The Conference was addressed by Mr. George Wood, a Gloucester farmer, who complained that the ordinary railway station, and delivery siding into a mill or Government Grain Store, were useless for bulk handling. New silos of the Recommissioned Mills were equipped to receive foreign grain by rail in sacks or bulk, whilst the site for unloading home-produced grain—the roadside—had an unloading dock on the level with a lorry floor.
Easy Unloading Wanted "All that is needed is for the road to be level with an intake grating, so that lorries carrying grain in bulk can merely run back over it and tip. I do urge the organization of Recommissioned Mills to have this rectified now," he added.
In Mr. Wood's experience, the bottleneck of vehicles waiting to be unloaded had caused drivers of grain lorries sometimes to spend the night in Gloucester, although iheir runs were only a few miles.
The whole question of handling grain in bulk (as against bagging it up) has been opened through the use of combined harvesters in this country,
writes our agricultural correspondent. The combines harvest so much grain in such a short time that the storage problems, which began during the war, are growing more acute every season. Combine harvesters equipped with tanks for deliv ring the grain in bulk to the lorry require less than half the labour needed for combines equipped for bagging up.

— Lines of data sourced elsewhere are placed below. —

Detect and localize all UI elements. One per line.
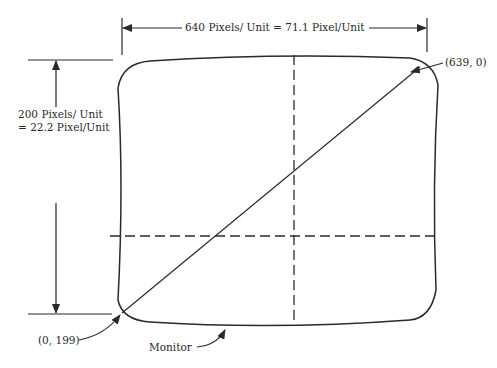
monitor-diagram	[0, 0, 497, 368]
height-dimension-label-line2: = 22.2 Pixel/Unit	[18, 121, 110, 134]
bottom-left-callout-arrow	[79, 315, 120, 340]
width-dimension-label: 640 Pixels/ Unit = 71.1 Pixel/Unit	[185, 21, 365, 34]
height-dimension-label-line1: 200 Pixels/ Unit	[18, 108, 103, 121]
monitor-callout-arrow	[197, 330, 225, 347]
top-right-coordinate-label: (639, 0)	[445, 56, 487, 69]
diagonal-line	[122, 67, 420, 313]
bottom-left-coordinate-label: (0, 199)	[38, 334, 80, 347]
monitor-outline	[118, 56, 438, 325]
monitor-label: Monitor	[149, 341, 192, 354]
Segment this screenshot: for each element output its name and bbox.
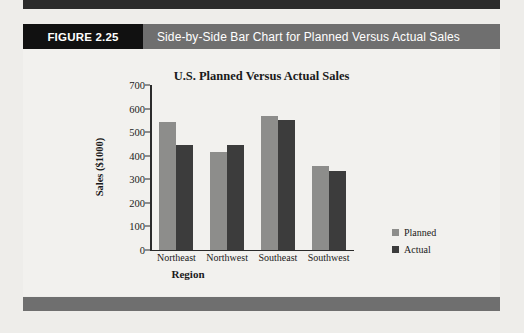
plot-area: Sales ($1000) 7006005004003002001000 Nor… [23, 49, 500, 296]
x-tick-label: Southwest [303, 252, 354, 263]
bar-actual-northwest[interactable] [227, 145, 244, 250]
bar-actual-northeast[interactable] [176, 145, 193, 250]
bar-planned-northeast[interactable] [159, 122, 176, 250]
legend-label: Actual [404, 244, 431, 255]
x-axis-tick-labels: NortheastNorthwestSoutheastSouthwest [151, 252, 354, 263]
bar-planned-southwest[interactable] [312, 166, 329, 250]
figure-caption-row: FIGURE 2.25 Side-by-Side Bar Chart for P… [23, 24, 500, 49]
x-axis-label: Region [23, 268, 353, 280]
y-tick-label: 400 [129, 150, 145, 161]
chart-legend: PlannedActual [392, 227, 436, 261]
legend-swatch-icon [392, 246, 399, 253]
y-axis-ticks: 7006005004003002001000 [109, 85, 149, 250]
bar-group [253, 85, 304, 250]
x-tick-label: Northeast [151, 252, 202, 263]
bar-group [303, 85, 354, 250]
bar-groups [151, 85, 354, 250]
x-tick-label: Northwest [202, 252, 253, 263]
y-axis-label: Sales ($1000) [94, 138, 105, 197]
figure-number-badge: FIGURE 2.25 [23, 24, 143, 49]
legend-item-planned[interactable]: Planned [392, 227, 436, 238]
bar-actual-southwest[interactable] [329, 171, 346, 250]
legend-swatch-icon [392, 229, 399, 236]
y-tick-label: 200 [129, 197, 145, 208]
y-tick-label: 500 [129, 127, 145, 138]
top-accent-bar [23, 0, 500, 9]
x-tick-label: Southeast [253, 252, 304, 263]
bar-group [151, 85, 202, 250]
y-tick-label: 100 [129, 221, 145, 232]
bottom-accent-bar [23, 297, 500, 311]
legend-label: Planned [404, 227, 436, 238]
bar-planned-southeast[interactable] [261, 116, 278, 250]
figure-page: FIGURE 2.25 Side-by-Side Bar Chart for P… [0, 0, 524, 333]
figure-caption-text: Side-by-Side Bar Chart for Planned Versu… [143, 24, 500, 49]
chart-panel: U.S. Planned Versus Actual Sales Sales (… [23, 49, 500, 296]
y-tick-label: 600 [129, 103, 145, 114]
bar-planned-northwest[interactable] [210, 152, 227, 250]
y-tick-label: 300 [129, 174, 145, 185]
y-tick-label: 700 [129, 80, 145, 91]
bar-actual-southeast[interactable] [278, 120, 295, 250]
bar-group [202, 85, 253, 250]
legend-item-actual[interactable]: Actual [392, 244, 436, 255]
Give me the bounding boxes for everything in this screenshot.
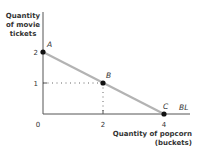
point-b-label: B: [106, 71, 111, 80]
x-axis-label-line2: (buckets): [155, 139, 192, 147]
y-axis-label-line3: tickets: [10, 30, 37, 38]
budget-line-label: BL: [179, 103, 188, 112]
x-tick-label-2: 2: [101, 121, 105, 129]
budget-line-chart: Quantity of movie tickets Quantity of po…: [0, 0, 198, 156]
point-a-label: A: [46, 40, 52, 49]
y-tick-label-1: 1: [34, 80, 38, 88]
point-c: [161, 111, 166, 116]
x-tick-label-4: 4: [162, 121, 167, 129]
x-axis-label-line1: Quantity of popcorn: [113, 130, 192, 138]
y-tick-label-2: 2: [34, 49, 38, 57]
y-axis-label-line2: of movie: [6, 21, 40, 29]
origin-label: 0: [36, 121, 40, 129]
y-axis-label-line1: Quantity: [6, 12, 41, 20]
point-b: [100, 80, 105, 85]
point-a: [40, 49, 45, 54]
point-c-label: C: [163, 102, 169, 111]
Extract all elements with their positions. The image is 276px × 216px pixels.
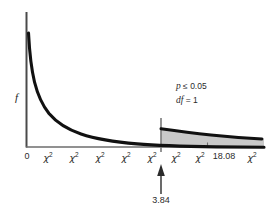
- x-tick-label-7: χ2: [193, 152, 207, 163]
- p-annotation: p ≤ 0.05: [176, 80, 207, 94]
- statistics-annotation: p ≤ 0.05 df = 1: [176, 80, 207, 108]
- x-tick-label-6: χ2: [169, 152, 183, 163]
- df-annotation: df = 1: [176, 94, 207, 108]
- chi-exponent: 2: [177, 151, 181, 158]
- chi-exponent: 2: [253, 151, 257, 158]
- x-tick-label-3: χ2: [93, 152, 107, 163]
- x-tick-label-4: χ2: [119, 152, 133, 163]
- x-tick-label-0: 0: [22, 152, 32, 161]
- x-tick-label-18: 18.08: [210, 152, 238, 161]
- x-tick-label-2: χ2: [67, 152, 81, 163]
- plot-canvas: [0, 0, 276, 216]
- chi-exponent: 2: [75, 151, 79, 158]
- x-tick-label-9: χ2: [245, 152, 259, 163]
- density-curve: [29, 33, 265, 147]
- x-tick-text-18: 18.08: [213, 151, 236, 161]
- df-value-text: = 1: [183, 95, 197, 105]
- x-tick-label-1: χ2: [41, 152, 55, 163]
- chi-exponent: 2: [49, 151, 53, 158]
- chi-exponent: 2: [127, 151, 131, 158]
- y-axis-label: f: [15, 92, 18, 103]
- critical-value-label: 3.84: [147, 196, 175, 205]
- x-tick-label-5: χ2: [145, 152, 159, 163]
- chi-exponent: 2: [153, 151, 157, 158]
- chi-exponent: 2: [201, 151, 205, 158]
- critical-value-arrow-head: [157, 164, 165, 176]
- chi-square-distribution-figure: f 0 χ2 χ2 χ2 χ2 χ2 χ2 χ2 18.08 χ2 p ≤ 0.…: [0, 0, 276, 216]
- p-value-text: ≤ 0.05: [181, 81, 207, 91]
- chi-exponent: 2: [101, 151, 105, 158]
- x-tick-text-0: 0: [24, 151, 29, 161]
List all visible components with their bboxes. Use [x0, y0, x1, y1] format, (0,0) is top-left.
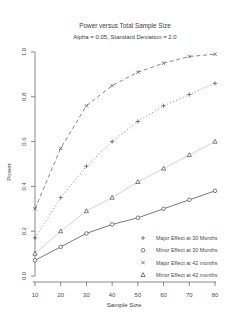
x-tick-label: 70 [186, 292, 193, 298]
circle-marker [136, 216, 140, 220]
data-series [33, 53, 217, 263]
circle-marker [213, 189, 217, 193]
plus-marker [161, 104, 165, 108]
x-marker [141, 261, 144, 264]
x-tick-label: 20 [57, 292, 64, 298]
plus-marker [33, 236, 37, 240]
x-tick-label: 50 [135, 292, 142, 298]
series-line [35, 83, 215, 238]
legend: Major Effect at 30 MonthsMinor Effect at… [141, 235, 218, 278]
triangle-marker [136, 180, 140, 184]
legend-label: Major Effect at 42 months [156, 260, 218, 266]
y-tick-label: 0.2 [21, 227, 27, 235]
legend-label: Minor Effect at 42 months [156, 272, 218, 278]
circle-marker [187, 198, 191, 202]
circle-marker [59, 245, 63, 249]
y-tick-label: 0.0 [21, 271, 27, 280]
plus-marker [59, 196, 63, 200]
x-tick-label: 40 [109, 292, 116, 298]
plus-marker [141, 236, 145, 240]
x-tick-label: 60 [160, 292, 167, 298]
power-curve-figure: Power versus Total Sample Size Alpha = 0… [0, 0, 232, 325]
power-curve-chart: Power versus Total Sample Size Alpha = 0… [0, 0, 232, 325]
x-tick-label: 10 [32, 292, 39, 298]
circle-marker [141, 249, 145, 253]
x-marker [85, 104, 88, 107]
y-tick-label: 1.0 [21, 47, 27, 56]
plus-marker [213, 81, 217, 85]
y-tick-label: 0.8 [21, 92, 27, 101]
y-tick-label: 0.6 [21, 137, 27, 146]
x-marker [59, 147, 62, 150]
plus-marker [136, 119, 140, 123]
legend-label: Minor Effect at 30 Months [156, 247, 218, 253]
legend-label: Major Effect at 30 Months [156, 235, 218, 241]
x-axis-label: Sample Size [107, 301, 142, 308]
plus-marker [187, 92, 191, 96]
triangle-marker [213, 139, 217, 143]
triangle-marker [110, 195, 114, 199]
plus-marker [84, 164, 88, 168]
triangle-marker [84, 209, 88, 213]
x-marker [110, 84, 113, 87]
chart-title: Power versus Total Sample Size [79, 22, 171, 30]
circle-marker [85, 232, 89, 236]
y-axis-label: Power [5, 163, 12, 181]
circle-marker [110, 223, 114, 227]
chart-subtitle: Alpha = 0.05, Standard Deviation = 2.0 [73, 34, 177, 40]
triangle-marker [187, 153, 191, 157]
triangle-marker [161, 166, 165, 170]
y-tick-label: 0.4 [21, 182, 27, 191]
circle-marker [33, 259, 37, 263]
triangle-marker [59, 229, 63, 233]
x-tick-label: 30 [83, 292, 90, 298]
circle-marker [162, 207, 166, 211]
triangle-marker [141, 273, 145, 277]
x-tick-label: 80 [212, 292, 219, 298]
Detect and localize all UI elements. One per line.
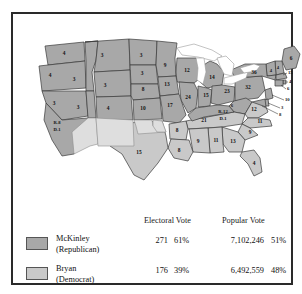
state-LA [168, 139, 193, 161]
label-NE: 8 [142, 86, 145, 92]
label-NV: 3 [53, 100, 56, 106]
state-FL [240, 150, 262, 176]
label-NY: 36 [251, 69, 257, 75]
label-TX: 15 [136, 149, 142, 155]
label-DE: 3 [281, 105, 284, 110]
popular-pct-bryan: 48% [271, 266, 286, 275]
label-IL: 24 [185, 94, 191, 100]
party-label-bryan: (Democrat) [56, 275, 94, 286]
label-IA: 13 [164, 81, 170, 87]
us-map-svg: 4 4 3 3 3 3 9 12 14 3 3 3 8 13 24 15 23 [26, 28, 302, 218]
figure-frame: 4 4 3 3 3 3 9 12 14 3 3 3 8 13 24 15 23 [11, 12, 293, 285]
electoral-votes-bryan: 176 [146, 266, 168, 275]
state-NE [131, 84, 160, 100]
label-SC: 9 [249, 129, 252, 135]
label-ME: 6 [290, 55, 293, 61]
label-OH: 23 [224, 88, 230, 94]
label-VA: 12 [251, 106, 257, 112]
label-MN: 9 [164, 62, 167, 68]
label-MO: 17 [167, 102, 173, 108]
electoral-pct-mckinley: 61% [174, 236, 189, 245]
legend-header-row: Electoral Vote Popular Vote [26, 214, 302, 230]
label-KS: 10 [140, 105, 146, 111]
label-AL: 11 [213, 137, 218, 143]
label-ID: 3 [73, 76, 76, 82]
candidate-name-bryan: Bryan (Democrat) [56, 264, 94, 285]
state-MN [156, 41, 177, 77]
label-CA-republican: R-8 [53, 120, 61, 125]
label-OR: 4 [49, 72, 52, 78]
popular-votes-mckinley: 7,102,246 [212, 236, 264, 245]
state-AR [169, 121, 188, 140]
label-IN: 15 [203, 92, 209, 98]
legend-row-bryan: Bryan (Democrat) 176 39% 6,492,559 48% [26, 266, 302, 292]
swatch-mckinley [26, 237, 48, 250]
label-MD: 8 [279, 112, 282, 117]
state-NJ [265, 88, 273, 100]
popular-pct-mckinley: 51% [271, 236, 286, 245]
legend: Electoral Vote Popular Vote McKinley (Re… [26, 214, 302, 294]
header-electoral-vote: Electoral Vote [144, 216, 191, 225]
swatch-bryan [26, 267, 48, 280]
popular-votes-bryan: 6,492,559 [212, 266, 264, 275]
leader-line-CT [281, 85, 286, 89]
label-CA-democrat: D-1 [53, 127, 61, 132]
label-CO: 4 [107, 105, 110, 111]
label-LA: 8 [178, 147, 181, 153]
label-WA: 4 [63, 50, 66, 56]
party-label-mckinley: (Republican) [56, 245, 99, 256]
label-FL: 4 [253, 160, 256, 166]
candidate-name-mckinley: McKinley (Republican) [56, 234, 99, 255]
label-AR: 8 [176, 127, 179, 133]
state-OR [39, 61, 86, 91]
state-CO [96, 96, 133, 120]
label-PA: 32 [245, 84, 251, 90]
state-WY [94, 70, 131, 97]
label-WY: 3 [104, 82, 107, 88]
us-map: 4 4 3 3 3 3 9 12 14 3 3 3 8 13 24 15 23 [26, 28, 302, 218]
candidate-label-mckinley: McKinley [56, 234, 99, 245]
label-KY-republican: R-12 [218, 109, 228, 114]
electoral-pct-bryan: 39% [174, 266, 189, 275]
label-KY-democrat: D-1 [219, 116, 227, 121]
state-SD [130, 65, 158, 84]
leader-line-NJ [272, 95, 284, 100]
electoral-votes-mckinley: 271 [146, 236, 168, 245]
label-UT: 3 [77, 104, 80, 110]
label-NJ: 10 [285, 97, 290, 102]
state-KS [133, 98, 162, 120]
label-MT: 3 [101, 52, 104, 58]
label-MS: 9 [197, 138, 200, 144]
label-SD: 3 [141, 70, 144, 76]
label-GA: 13 [230, 138, 236, 144]
candidate-label-bryan: Bryan [56, 264, 94, 275]
state-ND [129, 39, 157, 65]
state-UT [86, 91, 96, 118]
leader-line-DE [268, 103, 280, 108]
label-CT: 6 [287, 86, 290, 91]
label-RI: 4 [289, 79, 292, 84]
state-CT [275, 80, 283, 86]
label-MI: 14 [209, 74, 215, 80]
election-map-figure: 4 4 3 3 3 3 9 12 14 3 3 3 8 13 24 15 23 [0, 0, 302, 294]
label-MA: 15 [288, 70, 293, 75]
label-TN: 21 [201, 117, 207, 123]
legend-row-mckinley: McKinley (Republican) 271 61% 7,102,246 … [26, 236, 302, 262]
state-OH [211, 85, 235, 105]
label-ND: 3 [140, 52, 143, 58]
label-NC: 11 [257, 118, 262, 124]
territory-new-mexico [96, 118, 134, 146]
label-WI: 12 [184, 67, 190, 73]
header-popular-vote: Popular Vote [222, 216, 265, 225]
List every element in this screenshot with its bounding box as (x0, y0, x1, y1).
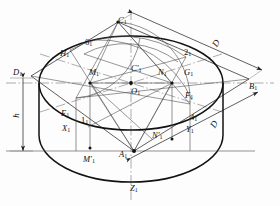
arc-aux-right (96, 40, 192, 100)
vertex-left: D1 (13, 68, 22, 77)
point-2-1: 21 (184, 48, 191, 57)
vertex-bottom: A1 (119, 150, 127, 159)
ext-line-D-upper-b (249, 70, 262, 79)
dot-M1-prime (89, 147, 92, 150)
point-O1: O1 (131, 87, 140, 96)
apex-top: C1 (118, 16, 127, 25)
point-E1: E1 (61, 109, 69, 118)
point-N1-prime: N′1 (152, 131, 163, 140)
construction-D1-F1 (31, 76, 190, 104)
dot-M1 (88, 81, 91, 84)
point-C1-prime: C′1 (131, 64, 142, 73)
vertex-right: B1 (249, 82, 257, 91)
isometric-cylinder-drawing (0, 0, 280, 206)
dot-N1 (170, 81, 173, 84)
drawing-canvas (6, 10, 274, 200)
point-Z1: Z1 (130, 184, 138, 193)
point-X1: X1 (62, 124, 70, 133)
point-G1: G1 (184, 68, 193, 77)
height-label: h (12, 113, 21, 118)
dot-A1 (132, 149, 136, 153)
point-M1-prime: M′1 (83, 155, 95, 164)
point-H1: H1 (60, 49, 69, 58)
point-N1: N1 (158, 68, 167, 77)
dot-N1-prime (171, 138, 174, 141)
point-M1: M1 (89, 68, 99, 77)
dimension-line-D-lower (131, 92, 258, 158)
dot-centre-O1 (129, 81, 133, 85)
point-6-1: 61 (85, 38, 92, 47)
construction-A1-H1 (70, 50, 134, 151)
construction-C1-E1 (76, 22, 118, 98)
construction-C1-F1 (118, 22, 190, 104)
point-F1: F1 (185, 91, 193, 100)
point-1-1: 11 (81, 116, 88, 125)
point-4-1: 41 (190, 113, 197, 122)
point-Y1: Y1 (186, 125, 194, 134)
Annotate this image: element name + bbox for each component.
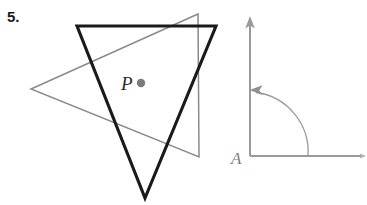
black-triangle: [77, 26, 216, 198]
rotation-figure-group: P: [31, 14, 216, 198]
rotation-angle-group: A: [230, 16, 366, 168]
gray-triangle: [31, 14, 199, 157]
point-p-label: P: [120, 73, 133, 94]
worksheet-page: 5. P A: [0, 0, 367, 205]
center-of-rotation-dot: [137, 79, 145, 87]
arc-arrow-icon: [250, 85, 264, 95]
geometry-figure-canvas: P A: [0, 0, 367, 205]
vertex-a-label: A: [230, 149, 242, 168]
rotation-arc: [257, 93, 309, 157]
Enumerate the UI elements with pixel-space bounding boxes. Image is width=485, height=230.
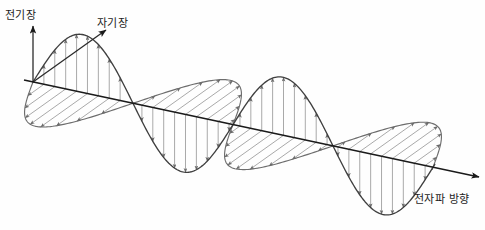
field-vector-arrow <box>196 86 239 117</box>
em-wave-canvas <box>0 0 485 230</box>
field-vector-arrow <box>228 133 273 165</box>
propagation-direction-label: 전자파 방향 <box>414 190 469 206</box>
field-vector-arrow <box>185 81 232 115</box>
field-vector-arrow <box>360 127 395 152</box>
field-vector-arrow <box>102 101 121 114</box>
magnetic-field-axis <box>33 30 106 82</box>
magnetic-field-label: 자기장 <box>97 14 128 30</box>
propagation-axis <box>24 80 479 177</box>
field-vector-arrow <box>403 134 441 161</box>
field-vector-arrow <box>41 94 88 127</box>
field-vector-arrow <box>392 126 437 158</box>
field-vector-arrow <box>292 142 316 159</box>
field-vector-arrow <box>175 80 221 112</box>
field-vector-arrow <box>142 96 155 105</box>
field-vector-arrow <box>225 131 262 157</box>
field-vector-arrow <box>25 87 55 108</box>
field-vector-arrow <box>414 144 440 163</box>
field-vector-arrow <box>30 91 76 124</box>
em-wave-figure: 전기장 자기장 전자파 방향 <box>0 0 485 230</box>
field-vector-arrow <box>153 88 181 108</box>
field-vector-arrow <box>77 98 109 121</box>
field-vector-arrow <box>269 140 305 166</box>
electric-field-label: 전기장 <box>5 6 36 22</box>
field-vector-arrow <box>349 133 372 149</box>
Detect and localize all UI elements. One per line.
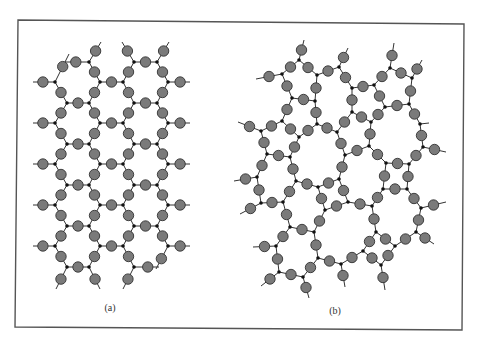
oxygen-atom (123, 190, 133, 200)
panel-crystalline-lattice (33, 42, 190, 289)
network-former-atom (98, 121, 102, 125)
oxygen-atom (403, 171, 413, 181)
network-former-atom (98, 80, 102, 84)
network-former-atom (337, 177, 341, 181)
oxygen-atom (264, 71, 274, 81)
oxygen-atom (311, 107, 321, 117)
network-former-atom (53, 203, 57, 207)
network-former-atom (53, 121, 57, 125)
oxygen-atom (56, 169, 66, 179)
network-former-atom (297, 135, 301, 139)
oxygen-atom (157, 108, 167, 118)
network-former-atom (265, 152, 269, 156)
oxygen-atom (73, 139, 83, 149)
network-former-atom (132, 60, 136, 64)
network-former-atom (155, 101, 159, 105)
oxygen-atom (339, 117, 349, 127)
network-former-atom (294, 179, 298, 183)
network-former-atom (312, 230, 316, 234)
oxygen-atom (259, 241, 269, 251)
oxygen-atom (347, 95, 357, 105)
network-former-atom (65, 224, 69, 228)
oxygen-atom (38, 159, 48, 169)
oxygen-atom (358, 81, 368, 91)
oxygen-atom (89, 190, 99, 200)
oxygen-atom (286, 269, 296, 279)
oxygen-atom (89, 149, 99, 159)
network-former-atom (280, 72, 284, 76)
oxygen-atom (324, 256, 334, 266)
oxygen-atom (314, 216, 324, 226)
oxygen-atom (303, 62, 313, 72)
network-former-atom (280, 119, 284, 123)
network-former-atom (166, 80, 170, 84)
network-former-atom (132, 224, 136, 228)
network-former-atom (369, 120, 373, 124)
network-former-atom (407, 102, 411, 106)
network-former-atom (350, 110, 354, 114)
oxygen-atom (296, 45, 306, 55)
oxygen-atom (338, 185, 348, 195)
oxygen-atom (396, 68, 406, 78)
network-former-atom (121, 162, 125, 166)
oxygen-atom (380, 234, 390, 244)
network-former-atom (281, 200, 285, 204)
oxygen-atom (311, 83, 321, 93)
oxygen-atom (367, 253, 377, 263)
oxygen-atom (374, 91, 384, 101)
oxygen-atom (123, 251, 133, 261)
network-former-atom (315, 122, 319, 126)
oxygen-atom (89, 108, 99, 118)
oxygen-atom (331, 201, 341, 211)
oxygen-atom (175, 241, 185, 251)
oxygen-atom (157, 169, 167, 179)
network-former-atom (87, 60, 91, 64)
network-former-atom (155, 224, 159, 228)
oxygen-atom (56, 149, 66, 159)
oxygen-atom (254, 185, 264, 195)
oxygen-atom (140, 221, 150, 231)
oxygen-atom (273, 150, 283, 160)
network-former-atom (335, 130, 339, 134)
oxygen-atom (285, 62, 295, 72)
oxygen-atom (175, 118, 185, 128)
oxygen-atom (323, 178, 333, 188)
oxygen-atom (123, 210, 133, 220)
oxygen-atom (372, 149, 382, 159)
network-former-atom (288, 155, 292, 159)
oxygen-atom (89, 87, 99, 97)
oxygen-atom (347, 252, 357, 262)
oxygen-atom (245, 203, 255, 213)
network-former-atom (259, 201, 263, 205)
network-former-atom (274, 244, 278, 248)
oxygen-atom (123, 169, 133, 179)
network-former-atom (121, 203, 125, 207)
oxygen-atom (281, 209, 291, 219)
oxygen-atom (392, 158, 402, 168)
oxygen-atom (352, 145, 362, 155)
oxygen-atom (316, 193, 326, 203)
oxygen-atom (157, 128, 167, 138)
oxygen-atom (71, 57, 81, 67)
oxygen-atom (378, 272, 388, 282)
oxygen-atom (157, 67, 167, 77)
oxygen-atom (56, 210, 66, 220)
oxygen-atom (56, 231, 66, 241)
oxygen-atom (38, 118, 48, 128)
oxygen-atom (428, 200, 438, 210)
oxygen-atom (38, 200, 48, 210)
network-former-atom (407, 162, 411, 166)
oxygen-atom (284, 186, 294, 196)
network-former-atom (346, 200, 350, 204)
network-former-atom (98, 244, 102, 248)
oxygen-atom (278, 231, 288, 241)
network-former-atom (65, 265, 69, 269)
oxygen-atom (106, 77, 116, 87)
network-former-atom (288, 225, 292, 229)
network-former-atom (53, 162, 57, 166)
oxygen-atom (336, 138, 346, 148)
oxygen-atom (157, 210, 167, 220)
oxygen-atom (157, 87, 167, 97)
network-former-atom (350, 86, 354, 90)
oxygen-atom (244, 121, 254, 131)
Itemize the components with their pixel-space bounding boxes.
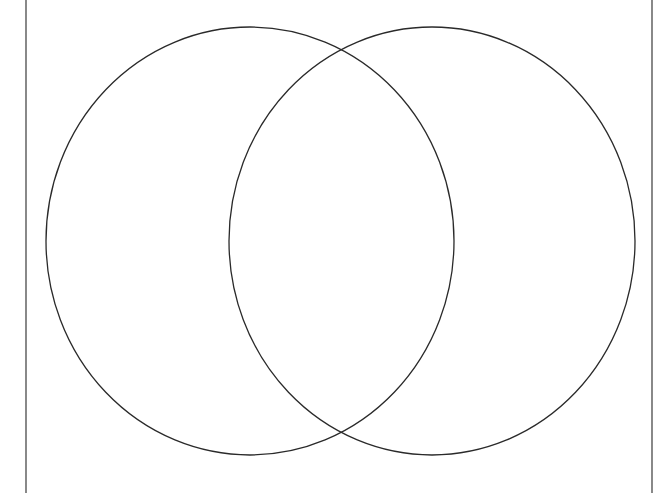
venn-diagram (0, 0, 670, 493)
background (0, 0, 670, 493)
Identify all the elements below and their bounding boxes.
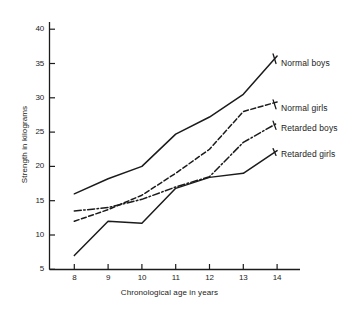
y-axis-tick-label: 10 [24,230,44,239]
series-label-normal-boys: Normal boys [281,58,330,68]
x-axis-ticks [74,264,277,270]
x-axis-tick-label: 13 [233,273,253,282]
series-line-normal-boys [74,56,277,194]
series-line-normal-girls [74,102,277,221]
x-axis-tick-label: 10 [132,273,152,282]
y-axis-title: Strength in kilograms [20,75,29,215]
x-axis-tick-label: 12 [200,273,220,282]
series-line-retarded-girls [74,151,277,256]
series-label-leaders [273,54,276,155]
x-axis-title: Chronological age in years [0,288,339,297]
series-label-leader [273,100,276,109]
series-label-leader [273,121,276,129]
series-label-normal-girls: Normal girls [281,103,328,113]
x-axis-tick-label: 9 [98,273,118,282]
y-axis-tick-label: 5 [24,264,44,273]
series-label-retarded-girls: Retarded girls [281,149,335,159]
series-label-retarded-boys: Retarded boys [281,123,338,133]
series-line-retarded-boys [74,123,277,211]
data-series-lines [74,56,277,256]
x-axis-tick-label: 14 [267,273,287,282]
y-axis-ticks [50,29,56,269]
strength-by-age-line-chart: 510152025303540 891011121314 Normal boys… [0,0,339,314]
axes [50,22,301,270]
y-axis-tick-label: 35 [24,59,44,68]
y-axis-tick-label: 40 [24,24,44,33]
x-axis-tick-label: 11 [166,273,186,282]
x-axis-tick-label: 8 [64,273,84,282]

Mr. Wood has found that output per man on his farm, since he adopted bulk handling, has so increased that his costs
are only a quarter of those for combining with sacks. (Whereas a tipping lorry can carry sacks, a platform vehicle cannot tip or carry a bulk load.) As they do not expect that the railways will supply a large number of specially constructed grain wagons which can be used fur only the one purpose, farmers will naturally look to roadtransport engineers to supply the necessary tankers. A big British brewer is understood to have considered the question of bulk transport of grain in tankers, but to have abandoned the idea. It has, however, been successfully exploited in Canada.